Shhh… The E-Tailing Infant Comes of Age

Things used to be pretty turbulent while the e-tailing infant was growing up. And now it looks as if e-tailing has already weathered its teenage years and, showing signs of maturity, may be safely leaving home. It’s the silence surrounding e-tailing’s 2000 holiday season that tells me this is so.

The media tried to remind us how terrible last year’s holiday season was for e-tailers and how disastrous the season before last year’s had turned out to be. You recall the 1998 and 1999 holiday seasons, when major fulfillment problems annihilated many e-tailers and crippled many others. CEOs all over the place were up to their ears in trying to ensure on-time, accurate delivery. There were more lawsuits filed against e-tailers than in any other period of dot-com “history.”

Even the big boys — the Toys “R” Uses and Amazons of the world — had to resort to partnerships to remedy the fulfillment ills. Such strategic maneuvers not only led to healthy improvements in online service delivery but also ushered in the most silent of all holiday seasons.

Why? Because the din of bad publicity that e-tailing delinquency had elicited was suddenly gone.

In many ways, the latest holiday season’s tranquil passing paralleled that of the millennium bug. Remember the hype and expectation, the fear and preparation? All the precautions and presentiments were understandable or necessary, but, as things turned out, the forecasts and arrangements simply contributed to the proverbial tempest in a tea cup. Although e-tailing weathered the storm of failures during the 1998 and 1999 holiday seasons, expectations of e-tailing’s inevitable collapse and demise were as rife as the worldwide expectations of electronic collapse on the eve of 2000. But, in the end, instead of a big bang we heard barely a whimper.

Silence is golden. There wasn’t a lot to make a big noise about as far as online retailing was concerned. Perhaps because everyone was so focused on the fact that the e-tailing disaster just shouldn’t happen again, it didn’t. And a review of the last holiday season’s sales figures confirms that it didn’t.

eMarketer states that consumers spent an average of $215 online during the 1999 holiday season. Average spending increased to $280 in the 2000 holiday season.
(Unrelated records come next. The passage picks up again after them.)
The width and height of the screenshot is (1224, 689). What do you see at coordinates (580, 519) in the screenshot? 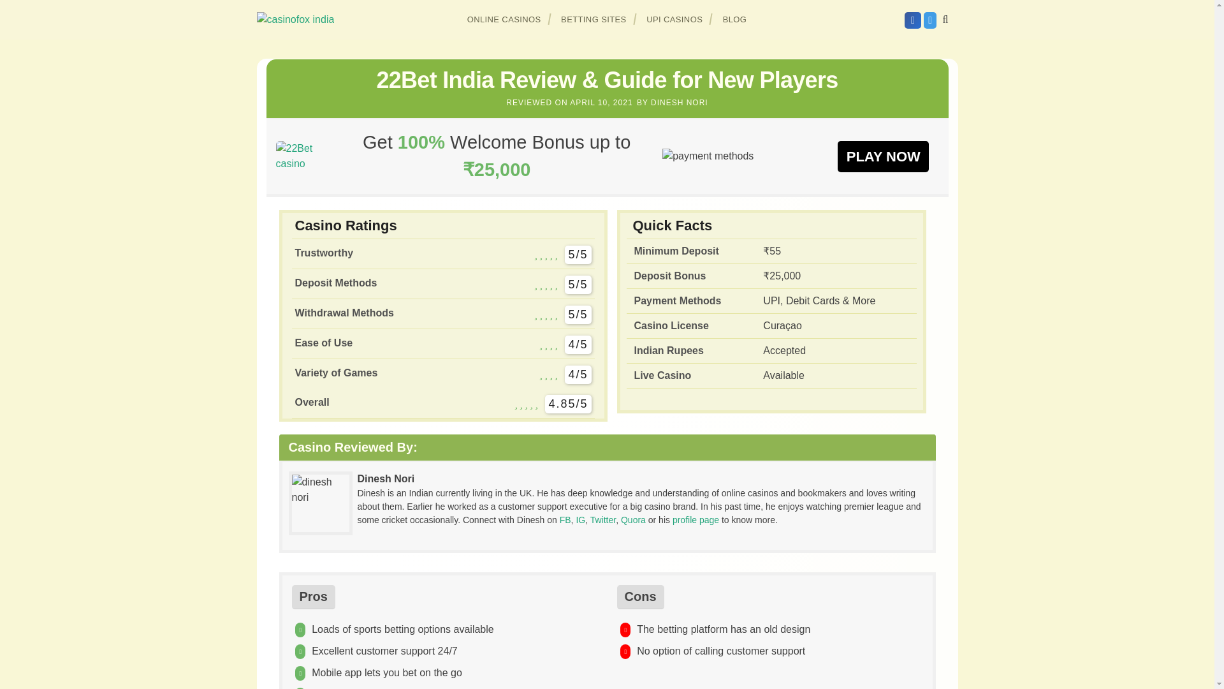
I see `IG` at bounding box center [580, 519].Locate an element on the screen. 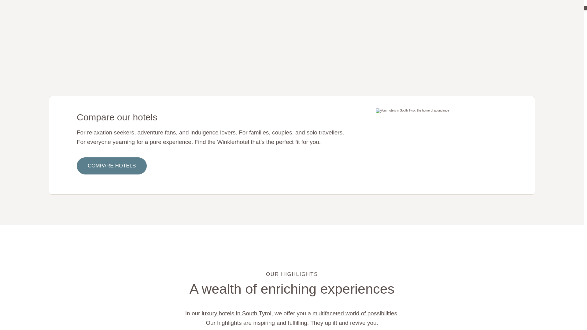  multifaceted world of possibilities is located at coordinates (355, 313).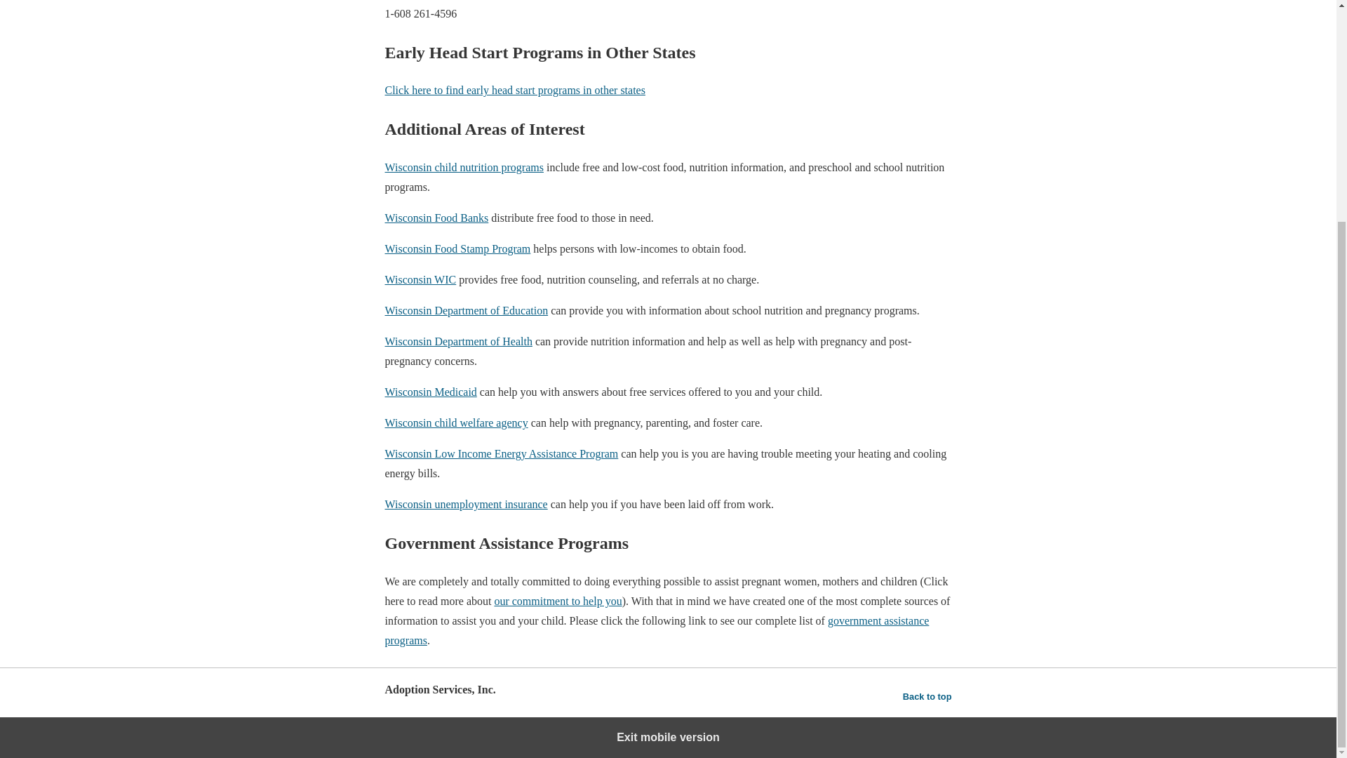  What do you see at coordinates (501, 453) in the screenshot?
I see `Wisconsin Low Income Energy Assistance Program` at bounding box center [501, 453].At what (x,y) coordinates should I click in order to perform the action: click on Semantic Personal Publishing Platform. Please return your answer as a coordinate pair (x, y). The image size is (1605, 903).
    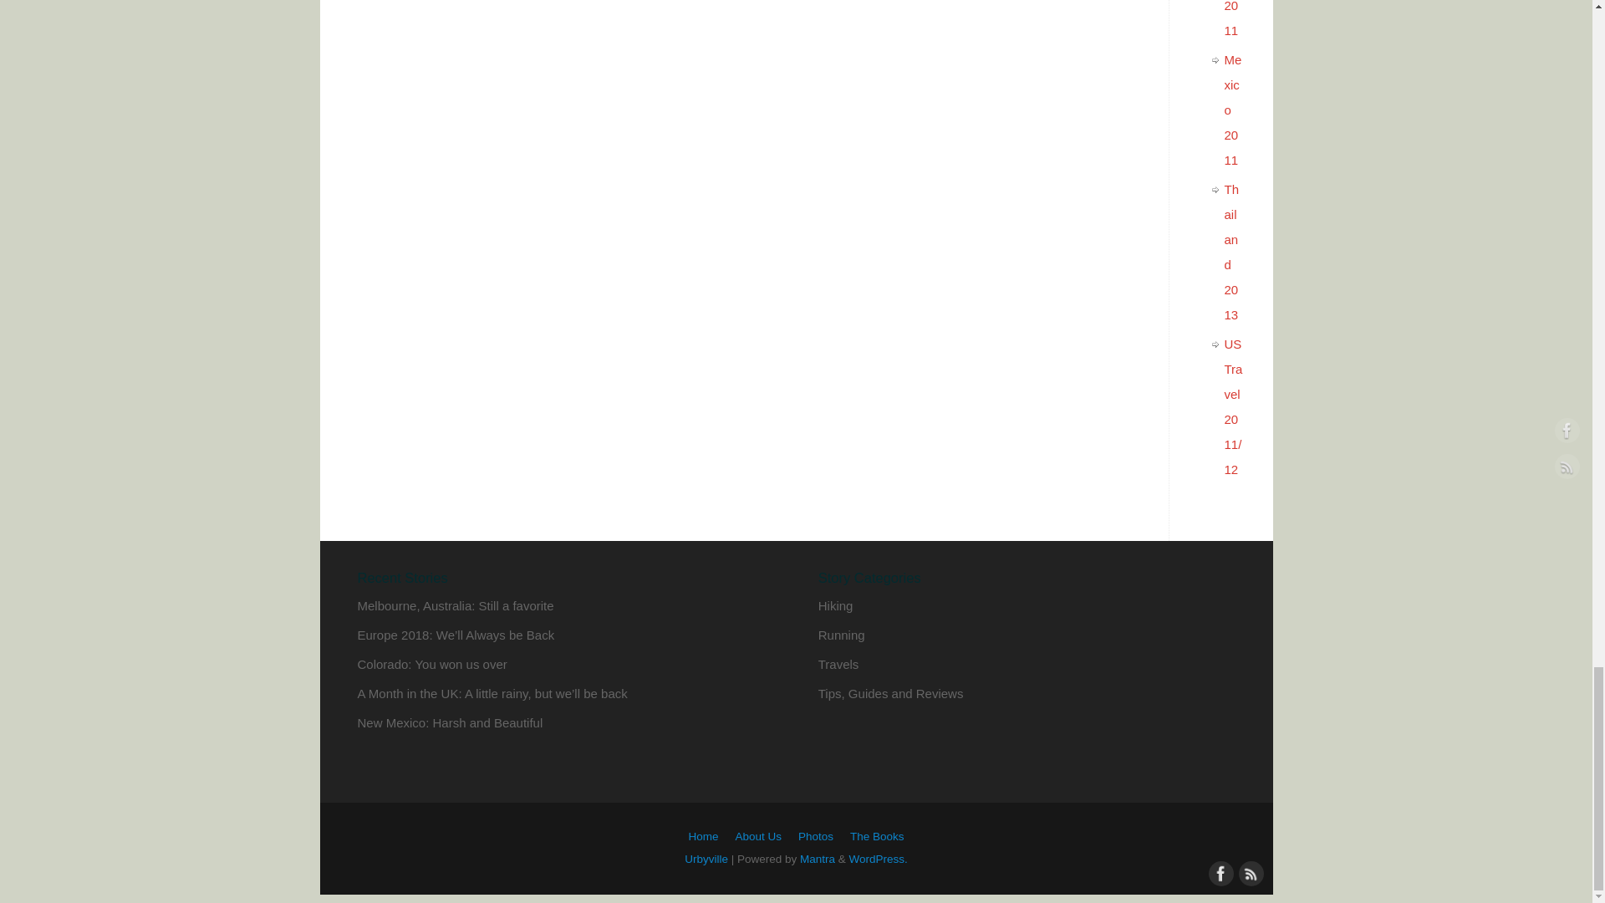
    Looking at the image, I should click on (878, 858).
Not bad, considering all the bad press dot-coms had attracted during the previous year and the threat of fulfillment problems that prefaced consumers’ relationships with dot-com e-tailers up till this period.
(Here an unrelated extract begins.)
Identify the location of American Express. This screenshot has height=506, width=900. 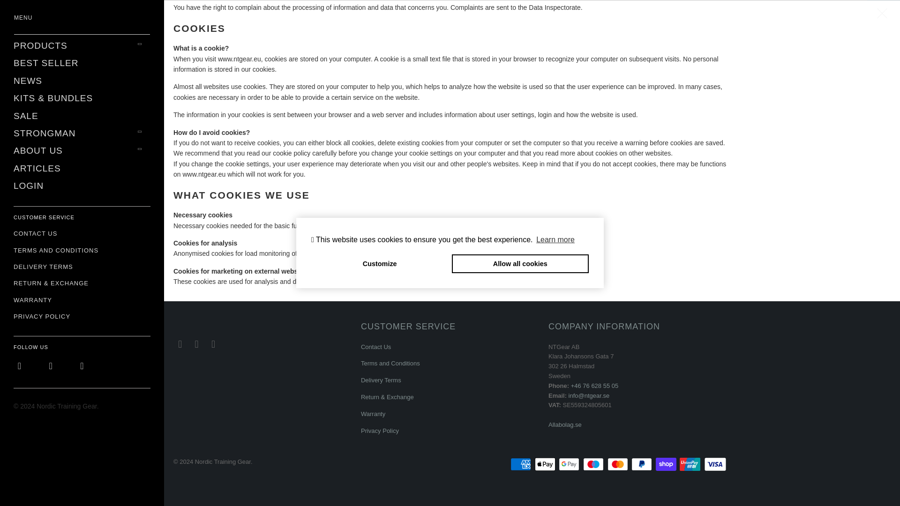
(521, 464).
Yes, the holiday silence was golden because it whispered of a successful, disaster-free season for e-tailers. Apparently, there wasn’t much for the media to report on: no major failures, no major lawsuits, no major consumer-complaint rushes.

The fact is, there should be no need to report on the absence of failure. Do you remember a holiday season prior to 1994 in which the media headlined articles like so: “This Year’s Holiday Season a Major Success for Retailers as They Managed to Deliver All Their Products on Time, Had Fewer Complaints, and Kept Their Promises”? I don’t.

Why?

Because such achievements are surely assumed to be everyday facts in retailing. They represent adherence to fundamental business principles that determine commercial survival.

Well, congratulations, e-tailers. You finally passed the test. It was the most elementary one, but also the most important. You’ve matured, so much so that you’re now included in the grownups’ press coverage. You don’t occupy columns of your own that discuss infrastructure problems, branding problems, keeping-your-promise problems, and other start-up problems. Articles on e-tailing can now discuss how the business looks as a mature industry: how the e-tailing machine is growing and being maintained rather than how it’s being built.

Having this in mind, my next question is, What will be the press’s focus on e-tailing during 2001, now that the media’s love-to-hate darling has succeeded? Time will tell. But I wouldn’t be surprised if you find the answer in articles covering traditional retailing.